Tuesday, June 25, 2019

Unstuck in Time






Aaron has come unstuck in time, much like Billy Pilgrim at the beginning of chapter two in Slaughterhouse-Five.  There’s a kind of snipping sensation when his eyes lose focus and take a rest so that his internal vision can take over the controls.  Don’t try to talk to him when this happens.  You will be just some disembodied voice, like a medium from another plane of existence trying to break through.  He can, and likely will, ignore you.

It is the act of writing that he is experiencing.  The trigger is more often than not a particular memory or, more accurately, the *feeling* of a memory that begs to be re-felt and, in the re-feeling, shared with people who might want to read about such things so they can feel it too.  It is a reflection of our shared experience of the world.  We are all connected, so they say.

Check his backlog.  For some reason a crow is a recurring feature in these stories, especially the ones that reach back into his childhood.  Aaron is not sure why this must necessarily be the case but it seems unavoidable or even inevitable as a stand-in for himself or other key players.  Maybe it’s a symbol for something mysterious or inexplicable, like “all people are connected.”  His favorite, though the title might be a bit too on the nose, is “The Crow.”  That one is a doozy and really happened to his younger self.

What has sparked these thoughts as of today?  Well, for one, he is re-reading Vonnegut’s Slaughterhouse-Five due to this year being the 50th anniversary of its publication.  He just so happens to be 50 years old himself and is at this very moment writing in 3rd person in case you were wondering.

And something that happened yesterday as well...  Aaron becomes unstuck in time, but only by one day in order to share something strange that happened that is destined to be a felt memory.  His son has gone to the neighborhood Rec Center to play basketball and upon his return the 14 year old boy is obviously upset about something.  He comes into the kitchen and plops down on a stool and hits his not-quite-adult-sized fist onto the table.  

“What’s wrong, buddy?”  Aaron asks, speaking as his father.

“Nothing.”

They go back and forth with no information being exchanged until Aaron takes a stab at guessing what might be wrong to try and break the fruitless cycle.

“OK, I think you are angry at yourself because you saw an old lady stumble and fall at the Rec Center and you walked away and did nothing.”

The son stops staring into space and focuses on his father with a quizzical look.

“Am I right?”  Which is the only thing Aaron can say in response to such a look because he was not expecting it.

“Dad, I was walking home and I saw an old man fall out of his wheelchair in his driveway and he was saying ‘help, somebody help.’  I didn’t know what to do.  I saw a woman come over and she called 911 on her phone but I just kept walking.  I’m so mad at myself.  Why didn’t I stop and help?”

Aaron assures him that feeling upset at himself is a good thing and a sign that he cares about other people but that there was nothing to be done apart from that woman calling 911.  What the father is really thinking as these reassuring words are coming from his mouth is, “How in the sam hill was I able to interpret my son’s emotions so accurately without knowledge of what had actually happened?!”  He suspects time travel.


Exercise. Output the entries exactly as they appear. Pictures should not be included.

Interface dataset entries:
*** Block opens ***
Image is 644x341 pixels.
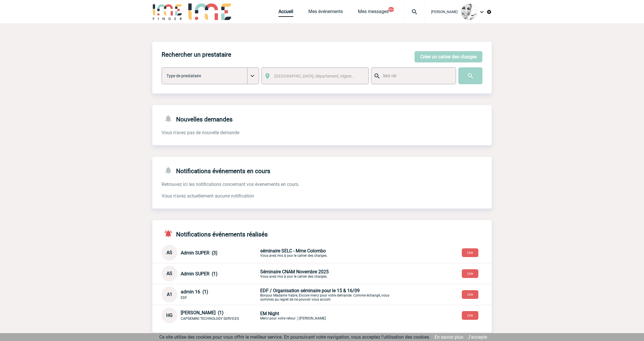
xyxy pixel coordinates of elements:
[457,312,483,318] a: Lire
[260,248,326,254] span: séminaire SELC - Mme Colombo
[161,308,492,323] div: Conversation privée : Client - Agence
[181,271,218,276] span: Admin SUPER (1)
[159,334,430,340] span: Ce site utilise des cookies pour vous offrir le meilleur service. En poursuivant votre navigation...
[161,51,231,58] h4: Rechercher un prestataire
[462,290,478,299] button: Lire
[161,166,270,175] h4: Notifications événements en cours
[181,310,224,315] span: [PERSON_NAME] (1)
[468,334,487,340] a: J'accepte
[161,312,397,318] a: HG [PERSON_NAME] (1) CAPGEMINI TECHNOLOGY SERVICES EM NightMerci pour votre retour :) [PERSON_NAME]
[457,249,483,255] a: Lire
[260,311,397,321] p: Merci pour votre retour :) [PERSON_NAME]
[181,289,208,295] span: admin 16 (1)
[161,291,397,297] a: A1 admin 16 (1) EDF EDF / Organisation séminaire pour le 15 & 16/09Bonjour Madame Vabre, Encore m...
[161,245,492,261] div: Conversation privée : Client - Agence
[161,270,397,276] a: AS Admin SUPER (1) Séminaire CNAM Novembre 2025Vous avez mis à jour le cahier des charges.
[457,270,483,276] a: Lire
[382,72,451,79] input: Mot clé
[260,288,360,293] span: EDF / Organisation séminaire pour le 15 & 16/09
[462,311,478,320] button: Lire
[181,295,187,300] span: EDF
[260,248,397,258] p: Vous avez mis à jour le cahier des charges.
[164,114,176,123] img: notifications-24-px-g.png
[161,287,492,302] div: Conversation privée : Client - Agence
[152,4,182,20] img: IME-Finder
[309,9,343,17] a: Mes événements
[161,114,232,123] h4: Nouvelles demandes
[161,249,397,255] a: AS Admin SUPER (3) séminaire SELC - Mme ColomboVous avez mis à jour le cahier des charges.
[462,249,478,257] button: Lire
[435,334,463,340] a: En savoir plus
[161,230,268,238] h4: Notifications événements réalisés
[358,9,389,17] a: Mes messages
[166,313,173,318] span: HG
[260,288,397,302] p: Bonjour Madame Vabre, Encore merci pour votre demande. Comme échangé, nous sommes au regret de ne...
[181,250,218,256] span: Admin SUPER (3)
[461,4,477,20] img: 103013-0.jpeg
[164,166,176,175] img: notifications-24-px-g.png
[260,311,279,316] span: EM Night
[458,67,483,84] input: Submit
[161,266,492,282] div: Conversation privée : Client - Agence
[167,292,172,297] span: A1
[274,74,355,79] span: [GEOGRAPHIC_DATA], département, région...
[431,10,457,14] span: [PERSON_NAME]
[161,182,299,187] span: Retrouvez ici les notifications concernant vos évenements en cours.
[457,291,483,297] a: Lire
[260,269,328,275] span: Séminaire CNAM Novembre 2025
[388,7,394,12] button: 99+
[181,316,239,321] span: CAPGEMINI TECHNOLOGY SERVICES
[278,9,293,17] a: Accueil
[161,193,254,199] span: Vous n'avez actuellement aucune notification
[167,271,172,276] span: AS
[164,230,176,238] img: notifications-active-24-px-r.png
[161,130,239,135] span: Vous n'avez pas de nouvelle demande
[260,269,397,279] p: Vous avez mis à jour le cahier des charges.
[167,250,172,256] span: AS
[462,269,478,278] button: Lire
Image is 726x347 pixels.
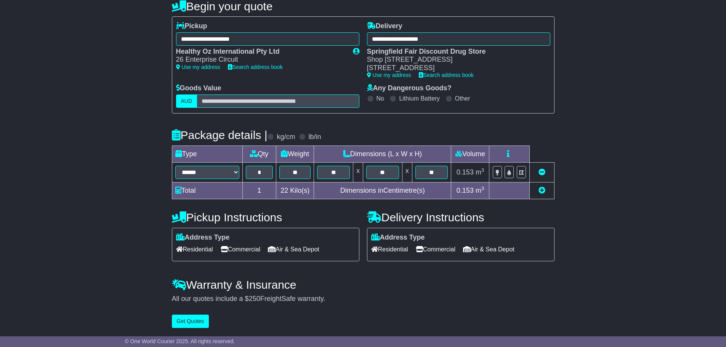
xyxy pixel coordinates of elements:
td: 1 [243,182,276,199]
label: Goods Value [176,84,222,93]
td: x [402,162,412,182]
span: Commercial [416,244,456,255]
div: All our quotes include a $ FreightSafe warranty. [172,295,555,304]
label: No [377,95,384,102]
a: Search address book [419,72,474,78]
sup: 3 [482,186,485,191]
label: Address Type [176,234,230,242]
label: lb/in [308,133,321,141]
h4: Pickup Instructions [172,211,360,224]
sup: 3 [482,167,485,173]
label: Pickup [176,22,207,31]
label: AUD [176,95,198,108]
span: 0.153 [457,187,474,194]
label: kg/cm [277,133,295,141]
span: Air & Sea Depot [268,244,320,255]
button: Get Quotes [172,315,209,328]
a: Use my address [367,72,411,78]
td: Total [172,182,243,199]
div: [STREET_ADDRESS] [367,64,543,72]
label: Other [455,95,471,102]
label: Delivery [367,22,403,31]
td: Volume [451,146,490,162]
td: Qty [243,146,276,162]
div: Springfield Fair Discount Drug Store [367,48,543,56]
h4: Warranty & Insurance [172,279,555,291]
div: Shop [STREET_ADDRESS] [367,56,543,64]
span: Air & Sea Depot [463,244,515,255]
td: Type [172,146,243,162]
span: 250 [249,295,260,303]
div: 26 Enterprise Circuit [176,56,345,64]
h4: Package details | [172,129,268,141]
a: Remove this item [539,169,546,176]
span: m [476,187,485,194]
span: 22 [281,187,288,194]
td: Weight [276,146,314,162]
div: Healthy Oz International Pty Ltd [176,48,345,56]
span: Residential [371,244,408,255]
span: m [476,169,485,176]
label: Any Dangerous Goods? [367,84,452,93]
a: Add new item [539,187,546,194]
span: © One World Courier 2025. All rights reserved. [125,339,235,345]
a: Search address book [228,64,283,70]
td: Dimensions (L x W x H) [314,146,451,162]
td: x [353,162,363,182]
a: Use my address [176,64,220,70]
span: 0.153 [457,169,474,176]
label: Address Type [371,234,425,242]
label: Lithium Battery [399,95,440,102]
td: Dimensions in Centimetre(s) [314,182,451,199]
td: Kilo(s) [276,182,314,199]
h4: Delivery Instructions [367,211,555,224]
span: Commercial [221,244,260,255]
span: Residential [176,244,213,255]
*** Block closes ***
Answer space.
Image is 644x341 pixels.
xyxy pixel coordinates of elements:
[457,312,483,318] a: Lire
[260,248,326,254] span: séminaire SELC - Mme Colombo
[161,308,492,323] div: Conversation privée : Client - Agence
[181,271,218,276] span: Admin SUPER (1)
[159,334,430,340] span: Ce site utilise des cookies pour vous offrir le meilleur service. En poursuivant votre navigation...
[161,51,231,58] h4: Rechercher un prestataire
[462,290,478,299] button: Lire
[161,166,270,175] h4: Notifications événements en cours
[181,310,224,315] span: [PERSON_NAME] (1)
[468,334,487,340] a: J'accepte
[161,312,397,318] a: HG [PERSON_NAME] (1) CAPGEMINI TECHNOLOGY SERVICES EM NightMerci pour votre retour :) [PERSON_NAME]
[457,249,483,255] a: Lire
[260,311,397,321] p: Merci pour votre retour :) [PERSON_NAME]
[181,289,208,295] span: admin 16 (1)
[161,291,397,297] a: A1 admin 16 (1) EDF EDF / Organisation séminaire pour le 15 & 16/09Bonjour Madame Vabre, Encore m...
[161,245,492,261] div: Conversation privée : Client - Agence
[161,270,397,276] a: AS Admin SUPER (1) Séminaire CNAM Novembre 2025Vous avez mis à jour le cahier des charges.
[457,270,483,276] a: Lire
[382,72,451,79] input: Mot clé
[260,288,360,293] span: EDF / Organisation séminaire pour le 15 & 16/09
[462,311,478,320] button: Lire
[181,295,187,300] span: EDF
[260,248,397,258] p: Vous avez mis à jour le cahier des charges.
[164,114,176,123] img: notifications-24-px-g.png
[161,287,492,302] div: Conversation privée : Client - Agence
[152,4,182,20] img: IME-Finder
[309,9,343,17] a: Mes événements
[161,114,232,123] h4: Nouvelles demandes
[161,249,397,255] a: AS Admin SUPER (3) séminaire SELC - Mme ColomboVous avez mis à jour le cahier des charges.
[462,249,478,257] button: Lire
[435,334,463,340] a: En savoir plus
[161,230,268,238] h4: Notifications événements réalisés
[358,9,389,17] a: Mes messages
[166,313,173,318] span: HG
[260,288,397,302] p: Bonjour Madame Vabre, Encore merci pour votre demande. Comme échangé, nous sommes au regret de ne...
[181,250,218,256] span: Admin SUPER (3)
[461,4,477,20] img: 103013-0.jpeg
[164,166,176,175] img: notifications-24-px-g.png
[260,311,279,316] span: EM Night
[458,67,483,84] input: Submit
[161,266,492,282] div: Conversation privée : Client - Agence
[167,292,172,297] span: A1
[274,74,355,79] span: [GEOGRAPHIC_DATA], département, région...
[431,10,457,14] span: [PERSON_NAME]
[161,182,299,187] span: Retrouvez ici les notifications concernant vos évenements en cours.
[457,291,483,297] a: Lire
[260,269,328,275] span: Séminaire CNAM Novembre 2025
[388,7,394,12] button: 99+
[181,316,239,321] span: CAPGEMINI TECHNOLOGY SERVICES
[278,9,293,17] a: Accueil
[161,193,254,199] span: Vous n'avez actuellement aucune notification
[167,271,172,276] span: AS
[164,230,176,238] img: notifications-active-24-px-r.png
[161,130,239,135] span: Vous n'avez pas de nouvelle demande
[260,269,397,279] p: Vous avez mis à jour le cahier des charges.
[167,250,172,256] span: AS
[462,269,478,278] button: Lire
Image is 726x347 pixels.
xyxy pixel coordinates of elements:
td: 1 [243,182,276,199]
label: Goods Value [176,84,222,93]
td: x [402,162,412,182]
span: Commercial [416,244,456,255]
div: All our quotes include a $ FreightSafe warranty. [172,295,555,304]
label: No [377,95,384,102]
a: Search address book [419,72,474,78]
sup: 3 [482,186,485,191]
label: Address Type [176,234,230,242]
label: lb/in [308,133,321,141]
h4: Pickup Instructions [172,211,360,224]
sup: 3 [482,167,485,173]
label: Pickup [176,22,207,31]
label: AUD [176,95,198,108]
span: 0.153 [457,187,474,194]
label: kg/cm [277,133,295,141]
span: Air & Sea Depot [268,244,320,255]
button: Get Quotes [172,315,209,328]
a: Use my address [367,72,411,78]
td: Total [172,182,243,199]
div: [STREET_ADDRESS] [367,64,543,72]
label: Other [455,95,471,102]
label: Delivery [367,22,403,31]
td: Volume [451,146,490,162]
td: Qty [243,146,276,162]
div: Springfield Fair Discount Drug Store [367,48,543,56]
h4: Warranty & Insurance [172,279,555,291]
div: Shop [STREET_ADDRESS] [367,56,543,64]
span: Air & Sea Depot [463,244,515,255]
td: Type [172,146,243,162]
span: 250 [249,295,260,303]
div: 26 Enterprise Circuit [176,56,345,64]
h4: Package details | [172,129,268,141]
a: Remove this item [539,169,546,176]
span: m [476,187,485,194]
span: 22 [281,187,288,194]
td: Weight [276,146,314,162]
div: Healthy Oz International Pty Ltd [176,48,345,56]
span: Residential [371,244,408,255]
span: m [476,169,485,176]
label: Any Dangerous Goods? [367,84,452,93]
a: Add new item [539,187,546,194]
span: © One World Courier 2025. All rights reserved. [125,339,235,345]
a: Search address book [228,64,283,70]
td: Dimensions (L x W x H) [314,146,451,162]
td: x [353,162,363,182]
a: Use my address [176,64,220,70]
span: 0.153 [457,169,474,176]
label: Address Type [371,234,425,242]
label: Lithium Battery [399,95,440,102]
td: Dimensions in Centimetre(s) [314,182,451,199]
td: Kilo(s) [276,182,314,199]
h4: Delivery Instructions [367,211,555,224]
span: Commercial [221,244,260,255]
span: Residential [176,244,213,255]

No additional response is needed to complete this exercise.